After an exhaustive reporting effort by staff writer Jennifer Biller and a week's worth of articles, this much is painfully clear: School consolidation ought to be a last resort in West Virginia, but in reality it's the first resort.
Who suffers? The same young people so many state officials are so fond of saying are "our future."
If state lawmakers really care about "our future," maybe we ought to think long and hard about our past.
Today, the state has about 354 students per public school. In 1960, West Virginia had about 164 kids to a school.
Really, now, how can twice as many students per school be a better thing?
In Walkersville, in Wallace ... all over the place, really ... abandoned schools are crumbling, and many kids make long, boring bus trips to attend classes.
Sure, the new consolidated schools can have some great features like neat science labs, lots of high-tech equipment and excellent teachers. But no way do they, or can they, have the same wonderful sense of community as the smaller, older schools.
That is a vital part of education -- and life -- that too often is overlooked today.
That said, lawmakers should study alternative ways to fund schools.
Maybe school districts that perform better than others, for example, ought to get more money from the School Building Authority, even if it is simply to build several new small schools instead of one new large one.
Lawmakers also ought to consider scrapping raising school funds through property taxes.
First, only landowners pay this tax. People who rent don't, even though they send their kids to school, too.
Mainly, though, every kid in West Virginia ought to have an equal opportunity toward a great education. The way it stands now, kids in more affluent counties often tend to get better educations because the property tax base is much higher.
Legislators need to come up with a way to collect an equal tax from everyone in the state, then distribute the money evenly without it degenerating into pork-barrel politics.
Right now, the biggest schools get most of our tax dollars, while smaller ones usually get the wrecking ball. As the state careens toward the very likely -- and ugly -- possibility of regional schools with students crossing county lines, it's time for lawmakers to act.
We need smaller schools and more of a sense of community in these very trying times, instead of sprawling monoliths that very easily could become a melting pot for mediocrity.
State residents must demand much-needed change.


▸ **The problem**
Please output the line containing "Locate the 'girl' element." and all lines that follow it in the data below, exactly, with no pictures.

◇ ◇ ◇ ◇ ◇

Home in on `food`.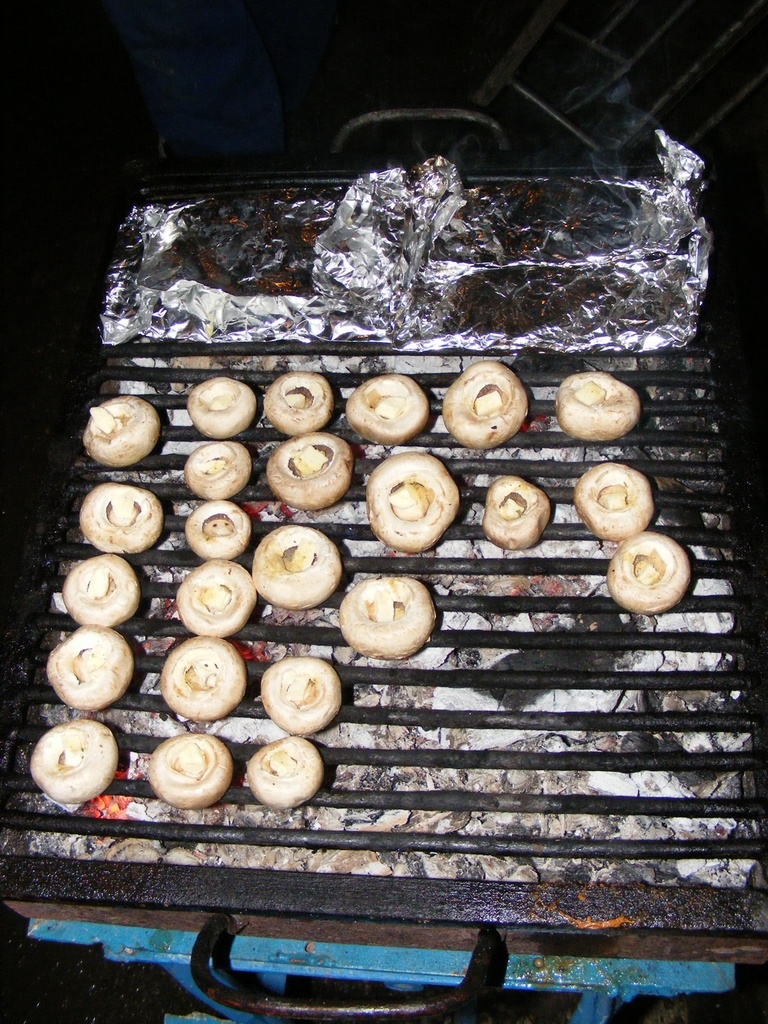
Homed in at bbox=[184, 500, 249, 561].
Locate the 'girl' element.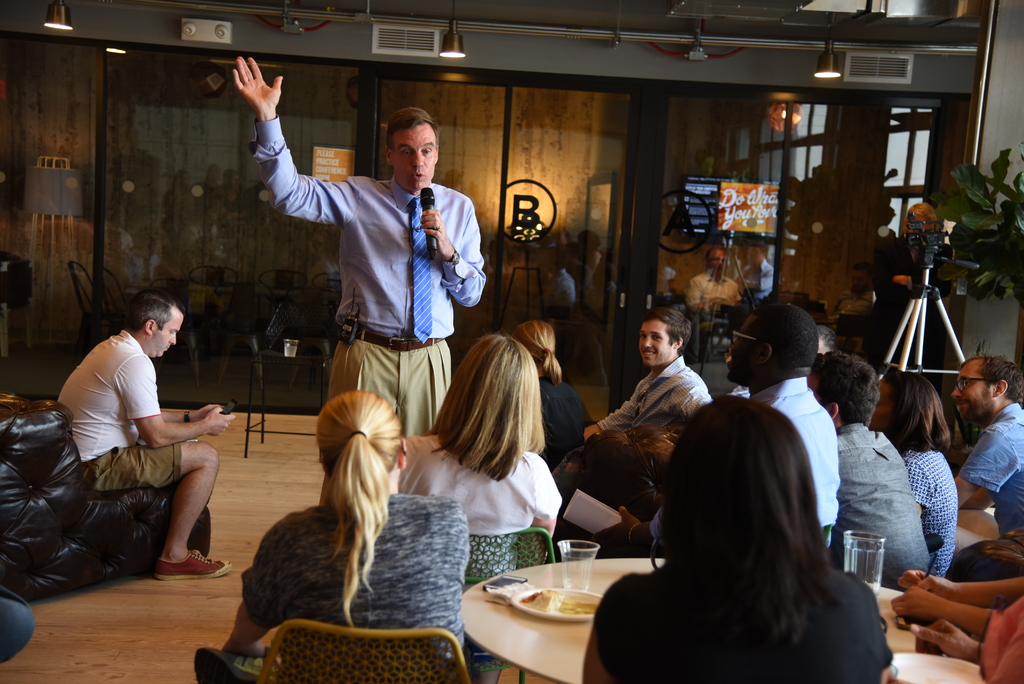
Element bbox: bbox(584, 401, 892, 683).
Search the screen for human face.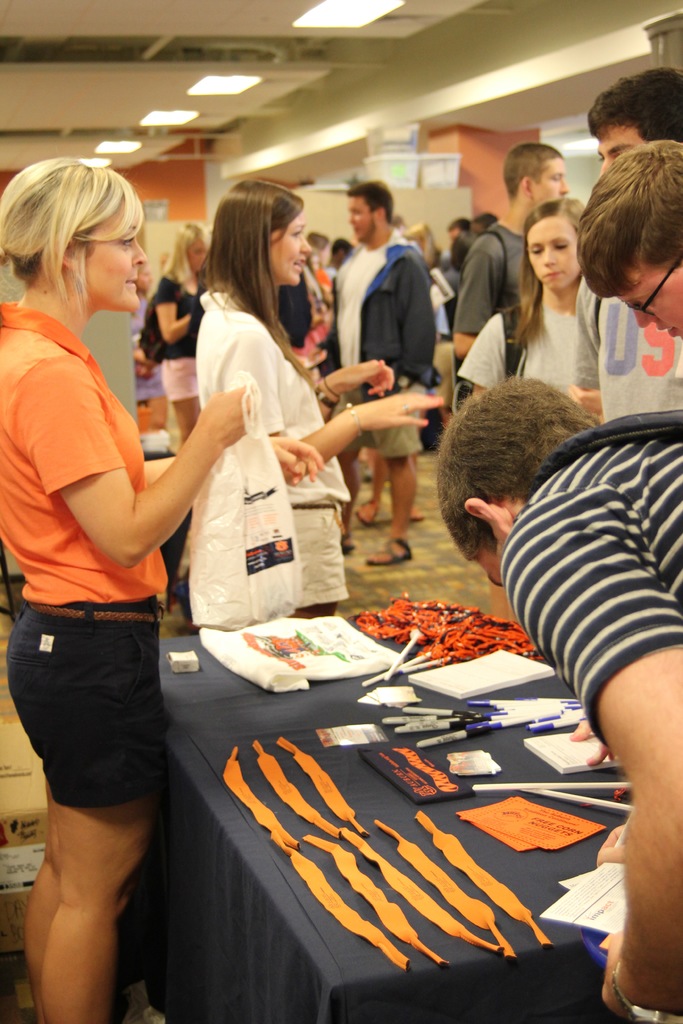
Found at 81:198:147:312.
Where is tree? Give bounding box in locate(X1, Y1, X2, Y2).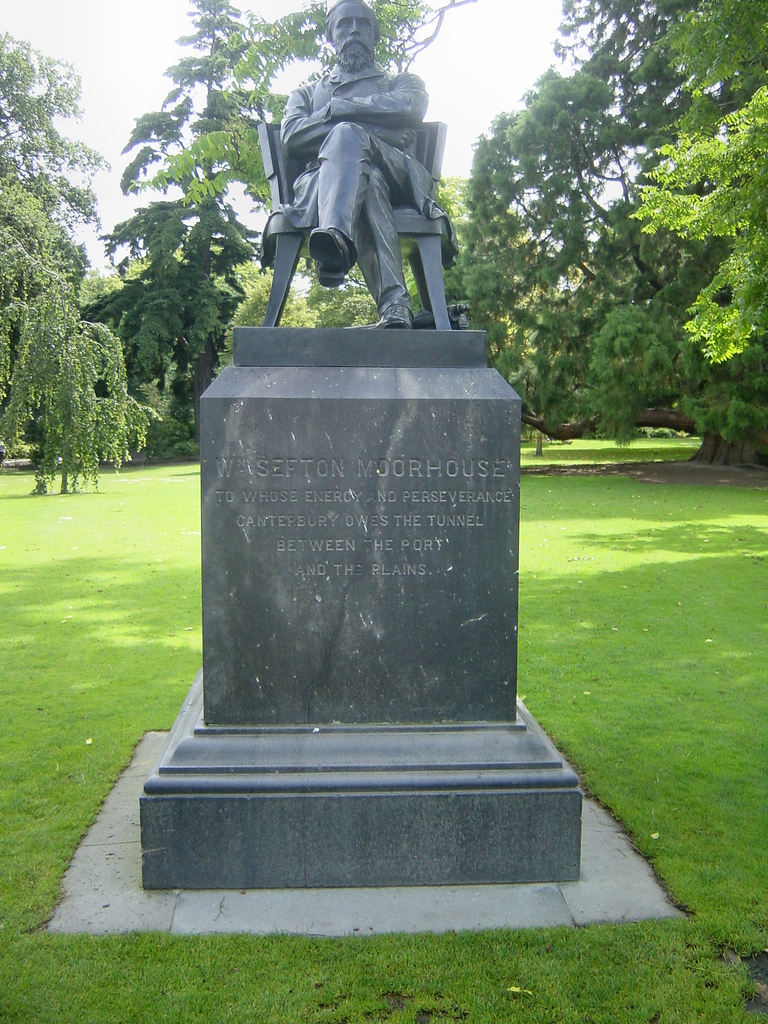
locate(156, 0, 492, 268).
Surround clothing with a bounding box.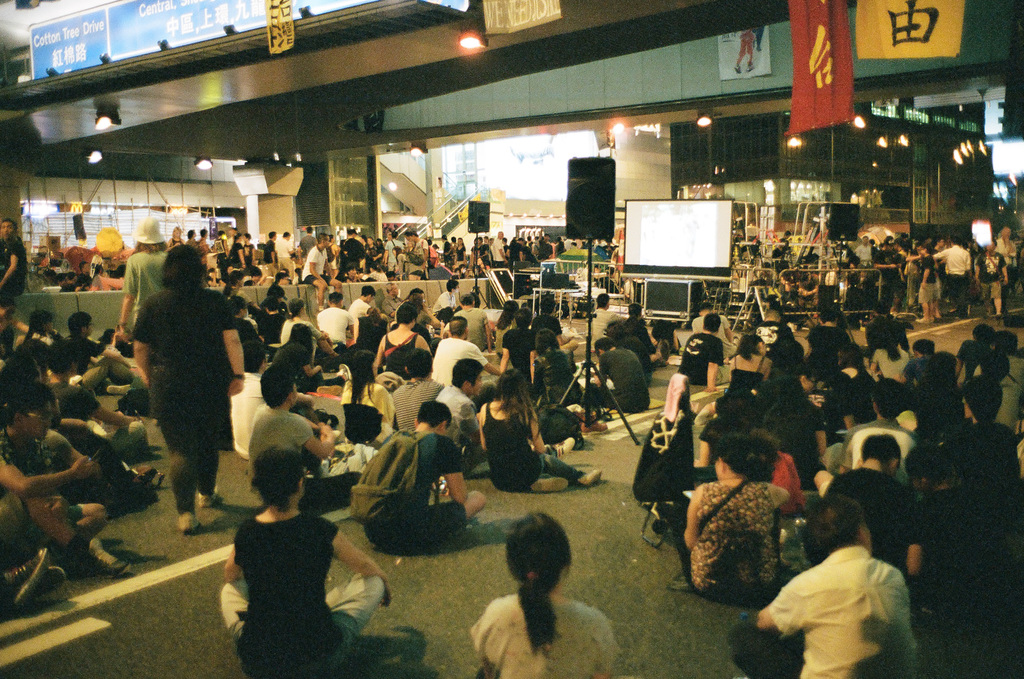
Rect(317, 306, 355, 345).
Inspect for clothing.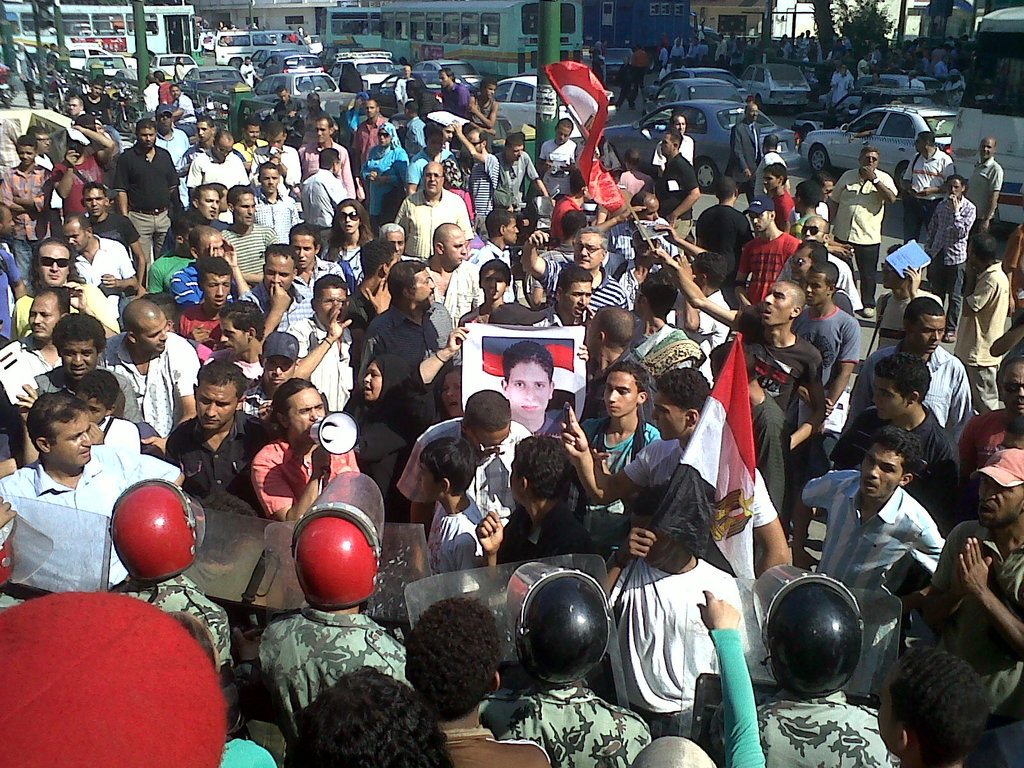
Inspection: bbox=[177, 306, 232, 353].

◇ ◇ ◇ ◇ ◇

▸ **Problem solution**
Locate the 'girl' element.
Element bbox: bbox(584, 401, 892, 683).
Search the screen for human face.
Found at 81:198:147:312.
Where is tree? Give bounding box in locate(X1, Y1, X2, Y2).
locate(156, 0, 492, 268).
Surround clothing with a bounding box.
Rect(317, 306, 355, 345).
Inspect for clothing.
Inspection: bbox=[177, 306, 232, 353].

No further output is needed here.